Photo timing of finishers in an athletics running event can be facilitated by recording a video of the finish and processing the video frames. The frames can be individually inspected or stitched together to create a linear image. As each frame occurs for a fixed time, eg 1/30th second they can be used to measure finish time to 1/10th second or better. The issue is how to get an absolute time reference on the video for the event start.

Nb The camera at hand, a Google Pixel 6, can record at 60 FPS facilitating an accuracy of better than 20 mS. Apple iPhones 14 Pro Series (240fps).

Context

  • Can capture Video with Audio on an Android phone.
  • Objective is to use the video, taken across the finish line at an athletics event, for timing and finish positions of competitors.
  • Video preview has crosshairs overlay to assist phone positioning wrt the finish line.
  • Can stitch middle line of pixels from successive video frames into an image with time market overlays, into a continuous image.
  • Can place a cursor on that image to determine the position and time of athletes crossing a line.

Issue at hand

How to trigger the start of the video capture and to accurately record the event starts time.

Discussion

The first and simplest solution is to manually start the video when the start gun fires by pressing a button in the app’s UI. This will be the least accurate method and will be subject to any latency with starting the recording both ap and human. It could be improved by having the video capture software actually progress through all of the finally start code up to where it actually calls video start and do a busy wait Task.Wait(1) … until signalled (manually on this case) to start capture. Upon inspection there are a couple of lines of code from when the start button is pressed to when

_mediaRecorder.Start();

is called. Either way it will be subject to human limitations. Typically, human responses have a limitation of at least 0.1 of a second:

‘The IAAF has a controversial rule that if an athlete moves in less than 100 ms, it counts as a false start, and since 2009, they must be disqualified – even despite an IAAF-commissioned study in 2009 that indicated top sprinters are able to sometimes react in 80–85 ms.[45]” Wikipedia

An improvement would be where the video capture, already in this busy wait state is automatically triggered by the start gun. mediaRecorder. If not an umbilical chord to the gun, then the signal could triggered by a flash from the gun or from its explosive sound. The signal would then be relayed by WiFi, Bluetooth or a wired connection. Without a physical connection to the phone, a combination of the second and third or even the first and second methods could be used. For these, the Bluetooth connectivity would be integrally to the video capture app. Upon inspection there are only a few lines of code from Start() to when the recording will actually be started. The system could be calibrated by measuring this latency.

Another approach suitable for short races such as sprints would be to have the video capture started just prior to the race start. There would then be some sort of overlay to the video image at race start such as a flash signal in the forward view of the phone’s camera that is triggered by the start gun. Finish times are then relative to that start signal, not the video start. Alternatively the start gun’s sound could be captured by the video’s audio (hence the addition of the audio capture to the library) with parallel analysis of the video frames and the audio signal. A third approach would be that a signal from the start gun is able to modify the video stream, such as one frame to be blacked out.

Intercepting the video stream while using Camera2 with MediaRecorder requires accessing the raw frames before they are encoded. Since MediaRecorder directly handles encoding and writing to a file, it doesn’t provide direct access to individual frames.
GitHub Copilot

The GitHub Copilot suggestions are:

  • Using ImageReader (Intercept Frames Before Encoding). Instead of sending frames directly to MediaRecorder, you can attach an ImageReader to the camera and process frames before they are recorded.
  • Using MediaCodec (Intercept Encoded Stream). If you need access to the encoded video stream, you can use MediaCodec instead of MediaRecorder.

Which Approach Should You Use?

  • Use ImageReader if you need raw frames before encoding.
  • Use MediaCodec if you need encoded frames before writing to a file.

Sounds like the ImageReader approach would be best in this, replacing a raw frame with a black from or some other start signal frame.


PROBLEM REQUIREMENTS
Repeat all of the data word for word so that only the pictures are missing from the copy.

SUPPLIED RECORDS
- Opening Delimiter -

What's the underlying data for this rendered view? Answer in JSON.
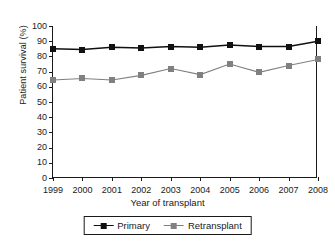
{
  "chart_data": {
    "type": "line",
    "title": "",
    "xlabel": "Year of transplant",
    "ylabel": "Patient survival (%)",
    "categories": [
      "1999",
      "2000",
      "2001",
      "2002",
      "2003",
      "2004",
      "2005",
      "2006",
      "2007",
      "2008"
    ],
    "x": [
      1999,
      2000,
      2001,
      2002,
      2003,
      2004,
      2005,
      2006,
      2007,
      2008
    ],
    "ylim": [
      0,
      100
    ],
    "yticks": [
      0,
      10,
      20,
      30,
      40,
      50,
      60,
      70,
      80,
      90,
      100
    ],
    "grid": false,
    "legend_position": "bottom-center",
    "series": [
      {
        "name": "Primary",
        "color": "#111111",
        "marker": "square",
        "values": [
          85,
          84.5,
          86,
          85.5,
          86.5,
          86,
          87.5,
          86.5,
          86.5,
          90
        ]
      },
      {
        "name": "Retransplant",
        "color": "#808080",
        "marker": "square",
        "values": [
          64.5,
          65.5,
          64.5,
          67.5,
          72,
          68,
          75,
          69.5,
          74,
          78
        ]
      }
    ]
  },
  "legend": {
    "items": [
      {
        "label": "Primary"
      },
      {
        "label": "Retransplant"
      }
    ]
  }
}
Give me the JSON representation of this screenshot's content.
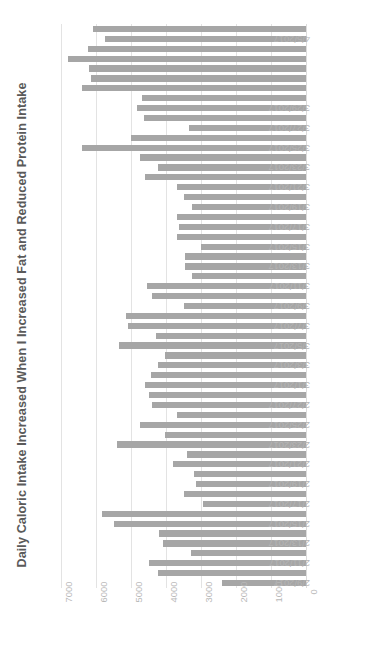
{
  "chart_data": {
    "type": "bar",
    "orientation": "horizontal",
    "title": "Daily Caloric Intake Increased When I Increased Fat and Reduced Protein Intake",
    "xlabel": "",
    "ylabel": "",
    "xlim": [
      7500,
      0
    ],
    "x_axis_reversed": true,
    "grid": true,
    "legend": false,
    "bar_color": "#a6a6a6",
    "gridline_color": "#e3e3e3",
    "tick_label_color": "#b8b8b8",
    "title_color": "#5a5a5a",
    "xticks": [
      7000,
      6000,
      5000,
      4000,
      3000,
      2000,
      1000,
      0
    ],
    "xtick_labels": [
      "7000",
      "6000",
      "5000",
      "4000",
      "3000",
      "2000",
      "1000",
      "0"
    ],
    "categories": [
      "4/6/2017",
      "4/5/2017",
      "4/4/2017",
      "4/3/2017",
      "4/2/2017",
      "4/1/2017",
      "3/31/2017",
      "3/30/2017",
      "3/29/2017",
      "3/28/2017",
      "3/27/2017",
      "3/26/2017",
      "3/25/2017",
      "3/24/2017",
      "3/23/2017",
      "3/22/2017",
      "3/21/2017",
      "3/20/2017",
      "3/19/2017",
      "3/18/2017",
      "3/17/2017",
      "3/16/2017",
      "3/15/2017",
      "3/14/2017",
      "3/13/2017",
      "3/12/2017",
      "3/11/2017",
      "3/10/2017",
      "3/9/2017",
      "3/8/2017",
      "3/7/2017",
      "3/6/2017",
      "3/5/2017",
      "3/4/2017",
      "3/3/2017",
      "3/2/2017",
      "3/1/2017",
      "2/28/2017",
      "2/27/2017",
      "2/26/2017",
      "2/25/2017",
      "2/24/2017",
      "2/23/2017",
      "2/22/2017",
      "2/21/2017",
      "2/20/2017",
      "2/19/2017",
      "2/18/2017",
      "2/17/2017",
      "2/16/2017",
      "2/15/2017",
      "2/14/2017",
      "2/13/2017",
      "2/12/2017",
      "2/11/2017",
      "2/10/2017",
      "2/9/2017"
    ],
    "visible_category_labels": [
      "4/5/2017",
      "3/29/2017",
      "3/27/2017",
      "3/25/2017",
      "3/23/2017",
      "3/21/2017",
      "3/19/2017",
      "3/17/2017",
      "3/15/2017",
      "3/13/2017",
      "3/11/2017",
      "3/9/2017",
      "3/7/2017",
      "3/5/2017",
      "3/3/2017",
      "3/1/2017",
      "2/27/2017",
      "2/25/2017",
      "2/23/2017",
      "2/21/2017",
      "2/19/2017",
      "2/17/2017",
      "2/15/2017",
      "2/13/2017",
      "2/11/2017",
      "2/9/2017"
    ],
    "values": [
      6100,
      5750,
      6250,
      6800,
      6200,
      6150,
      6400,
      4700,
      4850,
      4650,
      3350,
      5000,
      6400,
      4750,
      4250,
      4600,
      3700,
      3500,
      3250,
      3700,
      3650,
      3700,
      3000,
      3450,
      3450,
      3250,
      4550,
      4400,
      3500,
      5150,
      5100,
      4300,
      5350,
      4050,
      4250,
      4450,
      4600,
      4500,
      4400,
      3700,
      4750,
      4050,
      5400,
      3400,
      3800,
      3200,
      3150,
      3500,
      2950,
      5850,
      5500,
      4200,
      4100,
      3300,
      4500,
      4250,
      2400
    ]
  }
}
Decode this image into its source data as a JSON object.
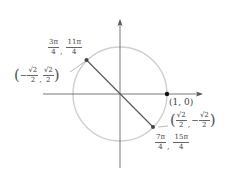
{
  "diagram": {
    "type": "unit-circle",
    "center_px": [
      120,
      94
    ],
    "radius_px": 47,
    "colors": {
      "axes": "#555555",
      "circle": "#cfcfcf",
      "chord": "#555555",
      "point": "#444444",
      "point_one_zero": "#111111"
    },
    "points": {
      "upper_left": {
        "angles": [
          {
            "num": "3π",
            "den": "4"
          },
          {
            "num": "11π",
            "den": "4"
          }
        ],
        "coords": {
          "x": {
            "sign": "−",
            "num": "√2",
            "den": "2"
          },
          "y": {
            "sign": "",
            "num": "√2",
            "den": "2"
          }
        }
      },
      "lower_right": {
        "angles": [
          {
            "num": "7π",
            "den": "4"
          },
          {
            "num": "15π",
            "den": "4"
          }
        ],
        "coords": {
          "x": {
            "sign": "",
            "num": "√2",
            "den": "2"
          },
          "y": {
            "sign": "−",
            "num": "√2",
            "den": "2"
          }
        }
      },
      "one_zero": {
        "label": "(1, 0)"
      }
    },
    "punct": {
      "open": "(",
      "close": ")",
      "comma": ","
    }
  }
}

- Closing Delimiter -

RESPONSE AREA
What's the underlying data for this rendered view? Answer in JSON.
{
  "chart_data": {
    "type": "line",
    "title": "",
    "xlabel": "Year of transplant",
    "ylabel": "Patient survival (%)",
    "categories": [
      "1999",
      "2000",
      "2001",
      "2002",
      "2003",
      "2004",
      "2005",
      "2006",
      "2007",
      "2008"
    ],
    "x": [
      1999,
      2000,
      2001,
      2002,
      2003,
      2004,
      2005,
      2006,
      2007,
      2008
    ],
    "ylim": [
      0,
      100
    ],
    "yticks": [
      0,
      10,
      20,
      30,
      40,
      50,
      60,
      70,
      80,
      90,
      100
    ],
    "grid": false,
    "legend_position": "bottom-center",
    "series": [
      {
        "name": "Primary",
        "color": "#111111",
        "marker": "square",
        "values": [
          85,
          84.5,
          86,
          85.5,
          86.5,
          86,
          87.5,
          86.5,
          86.5,
          90
        ]
      },
      {
        "name": "Retransplant",
        "color": "#808080",
        "marker": "square",
        "values": [
          64.5,
          65.5,
          64.5,
          67.5,
          72,
          68,
          75,
          69.5,
          74,
          78
        ]
      }
    ]
  },
  "legend": {
    "items": [
      {
        "label": "Primary"
      },
      {
        "label": "Retransplant"
      }
    ]
  }
}
Give me the JSON representation of this screenshot's content.
{
  "chart_data": {
    "type": "bar",
    "orientation": "horizontal",
    "title": "Daily Caloric Intake Increased When I Increased Fat and Reduced Protein Intake",
    "xlabel": "",
    "ylabel": "",
    "xlim": [
      7500,
      0
    ],
    "x_axis_reversed": true,
    "grid": true,
    "legend": false,
    "bar_color": "#a6a6a6",
    "gridline_color": "#e3e3e3",
    "tick_label_color": "#b8b8b8",
    "title_color": "#5a5a5a",
    "xticks": [
      7000,
      6000,
      5000,
      4000,
      3000,
      2000,
      1000,
      0
    ],
    "xtick_labels": [
      "7000",
      "6000",
      "5000",
      "4000",
      "3000",
      "2000",
      "1000",
      "0"
    ],
    "categories": [
      "4/6/2017",
      "4/5/2017",
      "4/4/2017",
      "4/3/2017",
      "4/2/2017",
      "4/1/2017",
      "3/31/2017",
      "3/30/2017",
      "3/29/2017",
      "3/28/2017",
      "3/27/2017",
      "3/26/2017",
      "3/25/2017",
      "3/24/2017",
      "3/23/2017",
      "3/22/2017",
      "3/21/2017",
      "3/20/2017",
      "3/19/2017",
      "3/18/2017",
      "3/17/2017",
      "3/16/2017",
      "3/15/2017",
      "3/14/2017",
      "3/13/2017",
      "3/12/2017",
      "3/11/2017",
      "3/10/2017",
      "3/9/2017",
      "3/8/2017",
      "3/7/2017",
      "3/6/2017",
      "3/5/2017",
      "3/4/2017",
      "3/3/2017",
      "3/2/2017",
      "3/1/2017",
      "2/28/2017",
      "2/27/2017",
      "2/26/2017",
      "2/25/2017",
      "2/24/2017",
      "2/23/2017",
      "2/22/2017",
      "2/21/2017",
      "2/20/2017",
      "2/19/2017",
      "2/18/2017",
      "2/17/2017",
      "2/16/2017",
      "2/15/2017",
      "2/14/2017",
      "2/13/2017",
      "2/12/2017",
      "2/11/2017",
      "2/10/2017",
      "2/9/2017"
    ],
    "visible_category_labels": [
      "4/5/2017",
      "3/29/2017",
      "3/27/2017",
      "3/25/2017",
      "3/23/2017",
      "3/21/2017",
      "3/19/2017",
      "3/17/2017",
      "3/15/2017",
      "3/13/2017",
      "3/11/2017",
      "3/9/2017",
      "3/7/2017",
      "3/5/2017",
      "3/3/2017",
      "3/1/2017",
      "2/27/2017",
      "2/25/2017",
      "2/23/2017",
      "2/21/2017",
      "2/19/2017",
      "2/17/2017",
      "2/15/2017",
      "2/13/2017",
      "2/11/2017",
      "2/9/2017"
    ],
    "values": [
      6100,
      5750,
      6250,
      6800,
      6200,
      6150,
      6400,
      4700,
      4850,
      4650,
      3350,
      5000,
      6400,
      4750,
      4250,
      4600,
      3700,
      3500,
      3250,
      3700,
      3650,
      3700,
      3000,
      3450,
      3450,
      3250,
      4550,
      4400,
      3500,
      5150,
      5100,
      4300,
      5350,
      4050,
      4250,
      4450,
      4600,
      4500,
      4400,
      3700,
      4750,
      4050,
      5400,
      3400,
      3800,
      3200,
      3150,
      3500,
      2950,
      5850,
      5500,
      4200,
      4100,
      3300,
      4500,
      4250,
      2400
    ]
  }
}
Decode this image into its source data as a JSON object.
{
  "diagram": {
    "type": "unit-circle",
    "center_px": [
      120,
      94
    ],
    "radius_px": 47,
    "colors": {
      "axes": "#555555",
      "circle": "#cfcfcf",
      "chord": "#555555",
      "point": "#444444",
      "point_one_zero": "#111111"
    },
    "points": {
      "upper_left": {
        "angles": [
          {
            "num": "3π",
            "den": "4"
          },
          {
            "num": "11π",
            "den": "4"
          }
        ],
        "coords": {
          "x": {
            "sign": "−",
            "num": "√2",
            "den": "2"
          },
          "y": {
            "sign": "",
            "num": "√2",
            "den": "2"
          }
        }
      },
      "lower_right": {
        "angles": [
          {
            "num": "7π",
            "den": "4"
          },
          {
            "num": "15π",
            "den": "4"
          }
        ],
        "coords": {
          "x": {
            "sign": "",
            "num": "√2",
            "den": "2"
          },
          "y": {
            "sign": "−",
            "num": "√2",
            "den": "2"
          }
        }
      },
      "one_zero": {
        "label": "(1, 0)"
      }
    },
    "punct": {
      "open": "(",
      "close": ")",
      "comma": ","
    }
  }
}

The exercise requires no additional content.